[Numpy-discussion] About the npz format

Francesc Alted faltet at gmail.com
Fri Apr 18 08:03:00 EDT 2014


El 18/04/14 13:01, Valentin Haenel ha escrit:
> Hi again,
>
> * onefire <onefire.myself at gmail.com> [2014-04-18]:
>> I think your workaround might help, but a better solution would be to not
>> use Python's zipfile module at all. This would make it possible to, say,
>> let the user choose the checksum algorithm or to turn that off.
>> Or maybe the compression stuff makes this route too complicated to be worth
>> the trouble? (after all, the zip format is not that hard to understand)
> Just to give you an idea of what my aforementioned Bloscpack library can
> do in the case of linspace:
>
> In [1]: import numpy as np
>
> In [2]: import bloscpack as bp
>
> In [3]: import bloscpack.sysutil as bps
>
> In [4]: x = np.linspace(1, 10, 50000000)
>
> In [5]: %timeit np.save("x.npy", x) ; bps.sync()
> 1 loops, best of 3: 2.12 s per loop
>
> In [6]: %timeit bp.pack_ndarray_file(x, 'x.blp') ; bps.sync()
> 1 loops, best of 3: 627 ms per loop
>
> In [7]: %timeit -n 3 -r 3 np.save("x.npy", x) ; bps.sync()
> 3 loops, best of 3: 1.92 s per loop
>
> In [8]: %timeit -n 3 -r 3 bp.pack_ndarray_file(x, 'x.blp') ; bps.sync()
> 3 loops, best of 3: 564 ms per loop
>
> In [9]: ls -lah x.npy x.blp
> -rw-r--r-- 1 root root  49M Apr 18 12:53 x.blp
> -rw-r--r-- 1 root root 382M Apr 18 12:52 x.npy
>
> However, this is a bit of special case, since Blosc does extremely well
> -- both speed and size wise -- on the linspace data, your milage may
> vary.

Exactly, and besides, Blosc can use different codes inside it.  Just for 
completeness, here it is a small benchmark of what you can expect from 
them (my laptop does not have a SSD, so my figures are a bit slow 
compared with Valentin's):

In [50]: %timeit -n 3 -r 3 np.save("x.npy", x) ; bps.sync()
3 loops, best of 3: 5.7 s per loop

In [51]: cargs = bp.args.DEFAULT_BLOSC_ARGS

In [52]: cargs['cname'] = 'blosclz'

In [53]: %timeit -n 3 -r 3 bp.pack_ndarray_file(x, 'x-blosclz.blp', 
blosc_args=cargs) ; bps.sync()
3 loops, best of 3: 1.12 s per loop

In [54]: cargs['cname'] = 'lz4'

In [55]: %timeit -n 3 -r 3 bp.pack_ndarray_file(x, 'x-lz4.blp', 
blosc_args=cargs) ; bps.sync()
3 loops, best of 3: 985 ms per loop

In [56]: cargs['cname'] = 'lz4hc'

In [57]: %timeit -n 3 -r 3 bp.pack_ndarray_file(x, 'x-lz4hc.blp', 
blosc_args=cargs) ; bps.sync()
3 loops, best of 3: 1.95 s per loop

In [58]: cargs['cname'] = 'snappy'

In [59]: %timeit -n 3 -r 3 bp.pack_ndarray_file(x, 'x-snappy.blp', 
blosc_args=cargs) ; bps.sync()
3 loops, best of 3: 1.11 s per loop

In [60]: cargs['cname'] = 'zlib'

In [61]: %timeit -n 3 -r 3 bp.pack_ndarray_file(x, 'x-zlib.blp', 
blosc_args=cargs) ; bps.sync()
3 loops, best of 3: 3.12 s per loop

so all the codecs can make the storage go faster than a pure np.save(), 
and most specially blosclz, lz4 and snappy.  However, lz4hc and zlib 
achieve the best compression ratios:

In [62]: ls -lht x*.*
-rw-r--r-- 1 faltet users 7,0M 18 abr 13:49 x-zlib.blp
-rw-r--r-- 1 faltet users  54M 18 abr 13:48 x-snappy.blp
-rw-r--r-- 1 faltet users 7,0M 18 abr 13:48 x-lz4hc.blp
-rw-r--r-- 1 faltet users  48M 18 abr 13:47 x-lz4.blp
-rw-r--r-- 1 faltet users  49M 18 abr 13:47 x-blosclz.blp
-rw-r--r-- 1 faltet users 382M 18 abr 13:42 x.npy

But again, we are talking about a specially nice compression case.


■ **TO DO**
What is needed is a verbatim copy of every record below, with the pictures left out.

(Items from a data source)
++++++++++

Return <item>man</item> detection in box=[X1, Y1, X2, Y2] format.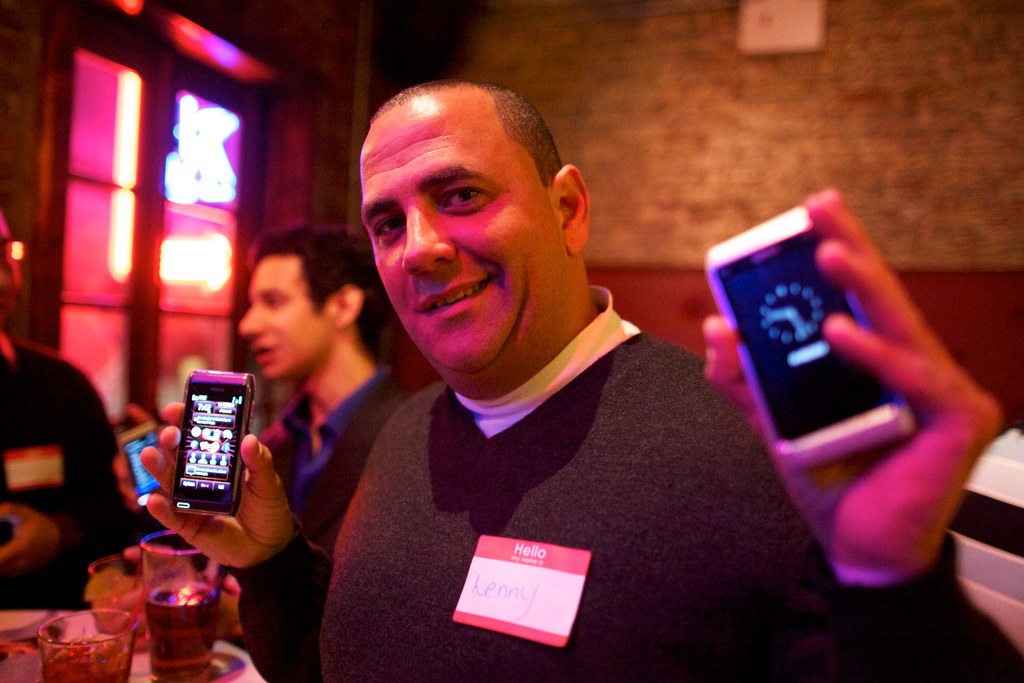
box=[209, 222, 402, 679].
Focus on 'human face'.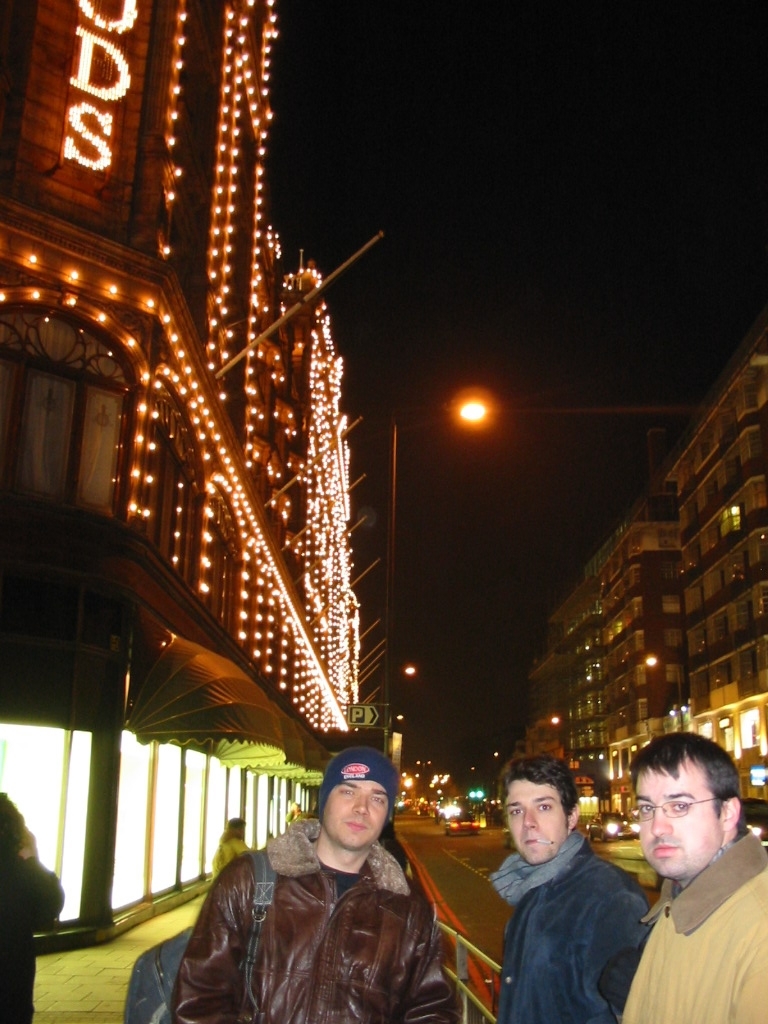
Focused at [x1=633, y1=760, x2=717, y2=880].
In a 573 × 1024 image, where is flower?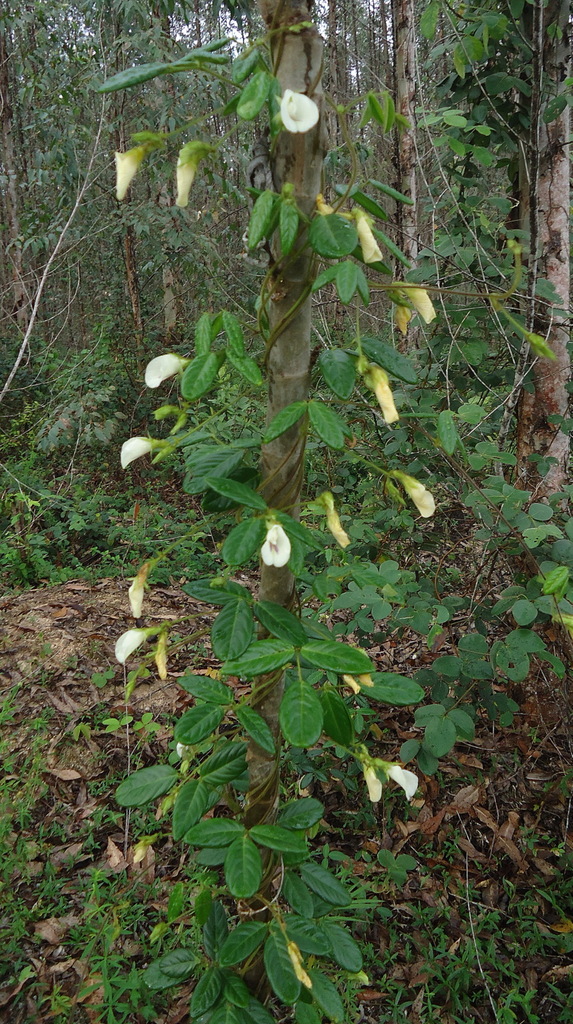
locate(110, 624, 148, 669).
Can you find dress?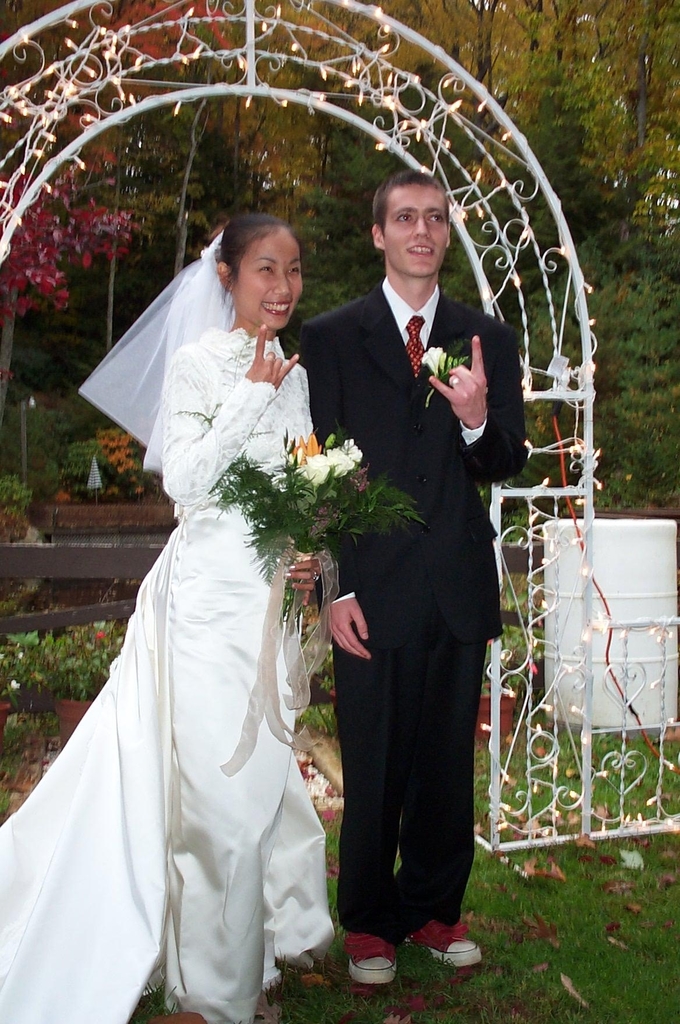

++++++++++

■ **RESULT OF THE EXERCISE**
Return <item>man</item> detection in box=[X1, Y1, X2, Y2] format.
box=[209, 222, 402, 679].
Focus on 'human face'.
Focused at [x1=633, y1=760, x2=717, y2=880].
In a 573 × 1024 image, where is flower?
locate(110, 624, 148, 669).
Can you find dress?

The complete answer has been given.